▶ INSTRUCTIONS TO FOLLOW: What lines below include the word "status"? Copy each one.

(Beginning of PROVIDED RECORDS)

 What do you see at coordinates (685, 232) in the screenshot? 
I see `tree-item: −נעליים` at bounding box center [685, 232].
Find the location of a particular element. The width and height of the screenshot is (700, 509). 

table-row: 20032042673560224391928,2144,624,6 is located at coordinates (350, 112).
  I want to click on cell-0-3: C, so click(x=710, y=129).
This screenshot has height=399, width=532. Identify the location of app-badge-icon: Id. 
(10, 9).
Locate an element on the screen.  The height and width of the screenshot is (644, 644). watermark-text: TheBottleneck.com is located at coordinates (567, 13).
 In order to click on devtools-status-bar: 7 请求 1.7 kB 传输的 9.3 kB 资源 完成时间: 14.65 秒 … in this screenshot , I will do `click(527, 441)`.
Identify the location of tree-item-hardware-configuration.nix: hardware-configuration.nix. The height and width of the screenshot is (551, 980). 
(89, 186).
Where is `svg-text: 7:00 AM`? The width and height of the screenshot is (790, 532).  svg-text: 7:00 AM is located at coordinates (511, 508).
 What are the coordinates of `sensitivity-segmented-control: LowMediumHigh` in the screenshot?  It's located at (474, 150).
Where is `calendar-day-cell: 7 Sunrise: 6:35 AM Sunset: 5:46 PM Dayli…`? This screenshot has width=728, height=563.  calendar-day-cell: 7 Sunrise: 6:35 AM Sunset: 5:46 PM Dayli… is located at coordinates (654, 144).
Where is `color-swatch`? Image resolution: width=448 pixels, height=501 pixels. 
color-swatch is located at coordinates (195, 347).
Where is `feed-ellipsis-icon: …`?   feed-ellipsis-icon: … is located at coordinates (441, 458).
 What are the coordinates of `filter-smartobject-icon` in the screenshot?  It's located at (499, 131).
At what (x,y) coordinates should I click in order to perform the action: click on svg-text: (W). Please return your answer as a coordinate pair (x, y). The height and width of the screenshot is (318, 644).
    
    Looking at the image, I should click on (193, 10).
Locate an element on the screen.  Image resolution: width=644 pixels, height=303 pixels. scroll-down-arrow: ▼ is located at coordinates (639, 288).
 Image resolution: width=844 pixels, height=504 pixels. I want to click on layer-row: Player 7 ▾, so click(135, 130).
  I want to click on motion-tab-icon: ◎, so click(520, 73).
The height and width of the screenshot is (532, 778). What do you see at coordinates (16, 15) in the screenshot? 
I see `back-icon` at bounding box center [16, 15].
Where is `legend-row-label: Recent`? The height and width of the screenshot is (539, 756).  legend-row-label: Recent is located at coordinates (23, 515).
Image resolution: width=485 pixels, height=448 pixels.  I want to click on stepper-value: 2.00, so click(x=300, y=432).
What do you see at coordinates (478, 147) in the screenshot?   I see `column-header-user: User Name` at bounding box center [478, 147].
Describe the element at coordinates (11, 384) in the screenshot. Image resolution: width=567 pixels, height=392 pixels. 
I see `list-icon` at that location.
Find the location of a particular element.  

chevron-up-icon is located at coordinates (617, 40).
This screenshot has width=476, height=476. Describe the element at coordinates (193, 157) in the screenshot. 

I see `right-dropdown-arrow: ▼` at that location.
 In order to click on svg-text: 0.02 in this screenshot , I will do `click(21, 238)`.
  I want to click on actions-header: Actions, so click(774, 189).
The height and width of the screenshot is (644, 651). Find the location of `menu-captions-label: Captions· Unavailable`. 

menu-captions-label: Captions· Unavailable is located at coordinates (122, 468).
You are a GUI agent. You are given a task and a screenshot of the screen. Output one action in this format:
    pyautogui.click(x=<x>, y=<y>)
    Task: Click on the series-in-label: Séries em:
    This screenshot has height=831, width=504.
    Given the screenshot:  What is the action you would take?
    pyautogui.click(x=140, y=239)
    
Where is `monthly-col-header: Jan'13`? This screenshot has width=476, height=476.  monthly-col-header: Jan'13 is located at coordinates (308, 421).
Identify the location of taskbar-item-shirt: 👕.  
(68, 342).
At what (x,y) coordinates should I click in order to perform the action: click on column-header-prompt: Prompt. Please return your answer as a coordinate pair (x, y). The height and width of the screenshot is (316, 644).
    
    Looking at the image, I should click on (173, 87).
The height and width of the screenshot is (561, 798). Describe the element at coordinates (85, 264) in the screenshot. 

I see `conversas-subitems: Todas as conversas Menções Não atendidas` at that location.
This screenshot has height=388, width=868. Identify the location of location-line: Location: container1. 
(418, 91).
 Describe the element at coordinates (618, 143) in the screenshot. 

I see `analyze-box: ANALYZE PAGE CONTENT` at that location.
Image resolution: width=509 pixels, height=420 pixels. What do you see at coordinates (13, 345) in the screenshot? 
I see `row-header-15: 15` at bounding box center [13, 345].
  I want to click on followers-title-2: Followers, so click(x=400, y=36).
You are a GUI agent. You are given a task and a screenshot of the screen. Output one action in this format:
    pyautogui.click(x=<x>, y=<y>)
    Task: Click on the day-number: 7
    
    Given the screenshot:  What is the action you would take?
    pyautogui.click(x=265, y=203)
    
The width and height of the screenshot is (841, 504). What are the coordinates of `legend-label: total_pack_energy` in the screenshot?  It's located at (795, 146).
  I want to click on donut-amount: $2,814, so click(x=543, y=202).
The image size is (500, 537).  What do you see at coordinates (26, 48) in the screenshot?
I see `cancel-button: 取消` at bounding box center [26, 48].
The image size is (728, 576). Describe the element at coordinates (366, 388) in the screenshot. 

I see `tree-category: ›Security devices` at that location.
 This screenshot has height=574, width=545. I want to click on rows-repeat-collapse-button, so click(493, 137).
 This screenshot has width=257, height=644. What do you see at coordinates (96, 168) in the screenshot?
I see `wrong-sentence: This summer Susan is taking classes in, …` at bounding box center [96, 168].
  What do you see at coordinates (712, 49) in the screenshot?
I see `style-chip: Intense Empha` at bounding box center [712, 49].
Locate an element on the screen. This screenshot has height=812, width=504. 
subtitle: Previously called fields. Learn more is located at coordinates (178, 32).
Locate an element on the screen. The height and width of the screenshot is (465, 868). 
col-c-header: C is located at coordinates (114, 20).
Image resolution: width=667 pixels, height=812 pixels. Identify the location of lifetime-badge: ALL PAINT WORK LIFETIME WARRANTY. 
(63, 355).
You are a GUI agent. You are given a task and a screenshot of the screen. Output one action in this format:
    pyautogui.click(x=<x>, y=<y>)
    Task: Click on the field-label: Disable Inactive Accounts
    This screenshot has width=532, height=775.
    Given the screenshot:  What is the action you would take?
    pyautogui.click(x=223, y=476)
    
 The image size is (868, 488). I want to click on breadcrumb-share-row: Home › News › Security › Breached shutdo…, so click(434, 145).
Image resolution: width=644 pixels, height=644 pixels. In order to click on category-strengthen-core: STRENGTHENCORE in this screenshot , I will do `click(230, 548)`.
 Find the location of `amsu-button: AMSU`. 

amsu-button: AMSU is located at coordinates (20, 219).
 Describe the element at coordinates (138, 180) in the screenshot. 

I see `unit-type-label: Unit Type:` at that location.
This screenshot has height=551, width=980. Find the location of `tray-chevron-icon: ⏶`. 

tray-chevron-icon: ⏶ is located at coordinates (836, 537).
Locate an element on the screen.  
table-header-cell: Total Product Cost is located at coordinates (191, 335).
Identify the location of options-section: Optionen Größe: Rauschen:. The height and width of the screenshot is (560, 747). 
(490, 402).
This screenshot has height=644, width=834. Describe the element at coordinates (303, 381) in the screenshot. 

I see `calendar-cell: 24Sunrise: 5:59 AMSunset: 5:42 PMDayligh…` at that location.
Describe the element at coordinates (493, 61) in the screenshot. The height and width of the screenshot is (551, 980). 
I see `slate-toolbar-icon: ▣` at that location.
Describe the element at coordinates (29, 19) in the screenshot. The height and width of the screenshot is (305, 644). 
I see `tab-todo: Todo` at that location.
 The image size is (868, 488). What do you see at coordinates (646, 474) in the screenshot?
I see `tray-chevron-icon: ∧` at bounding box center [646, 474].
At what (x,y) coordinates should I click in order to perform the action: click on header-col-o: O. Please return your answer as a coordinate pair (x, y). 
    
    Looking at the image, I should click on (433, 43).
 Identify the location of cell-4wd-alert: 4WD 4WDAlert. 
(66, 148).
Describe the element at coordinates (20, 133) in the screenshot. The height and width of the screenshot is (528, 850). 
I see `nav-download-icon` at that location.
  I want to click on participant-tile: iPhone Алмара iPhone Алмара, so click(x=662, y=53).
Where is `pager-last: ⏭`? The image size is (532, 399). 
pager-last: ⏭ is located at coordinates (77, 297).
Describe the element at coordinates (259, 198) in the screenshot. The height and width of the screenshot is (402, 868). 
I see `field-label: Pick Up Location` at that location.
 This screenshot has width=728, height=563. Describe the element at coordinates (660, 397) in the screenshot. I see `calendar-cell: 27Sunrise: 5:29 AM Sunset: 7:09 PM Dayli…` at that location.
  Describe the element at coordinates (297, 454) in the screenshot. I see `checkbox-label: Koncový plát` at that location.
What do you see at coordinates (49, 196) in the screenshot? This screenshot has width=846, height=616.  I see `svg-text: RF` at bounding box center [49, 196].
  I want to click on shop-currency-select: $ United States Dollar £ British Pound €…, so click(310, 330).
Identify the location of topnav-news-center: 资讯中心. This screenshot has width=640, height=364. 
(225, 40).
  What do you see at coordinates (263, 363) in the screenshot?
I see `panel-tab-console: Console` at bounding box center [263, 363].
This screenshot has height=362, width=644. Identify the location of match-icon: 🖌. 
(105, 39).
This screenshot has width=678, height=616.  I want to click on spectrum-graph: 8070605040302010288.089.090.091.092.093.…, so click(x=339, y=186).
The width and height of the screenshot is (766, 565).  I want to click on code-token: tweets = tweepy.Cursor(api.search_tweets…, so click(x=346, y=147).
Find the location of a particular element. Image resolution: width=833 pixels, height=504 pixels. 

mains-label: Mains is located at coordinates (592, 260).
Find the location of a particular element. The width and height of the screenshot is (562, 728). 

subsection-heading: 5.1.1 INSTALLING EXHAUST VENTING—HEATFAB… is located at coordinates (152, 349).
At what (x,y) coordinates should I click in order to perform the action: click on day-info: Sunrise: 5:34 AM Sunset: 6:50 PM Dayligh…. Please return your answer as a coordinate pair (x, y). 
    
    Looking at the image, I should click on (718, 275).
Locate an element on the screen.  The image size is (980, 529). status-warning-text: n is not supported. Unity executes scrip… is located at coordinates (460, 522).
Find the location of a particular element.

(End of PROVIDED RECORDS)

▶ ANSWER TO THIS TASK:
 In order to click on devtools-status-bar: 7 请求 1.7 kB 传输的 9.3 kB 资源 完成时间: 14.65 秒 … in this screenshot , I will do `click(527, 441)`.
Locate an element on the screen.  The image size is (980, 529). status-warning-text: n is not supported. Unity executes scrip… is located at coordinates (460, 522).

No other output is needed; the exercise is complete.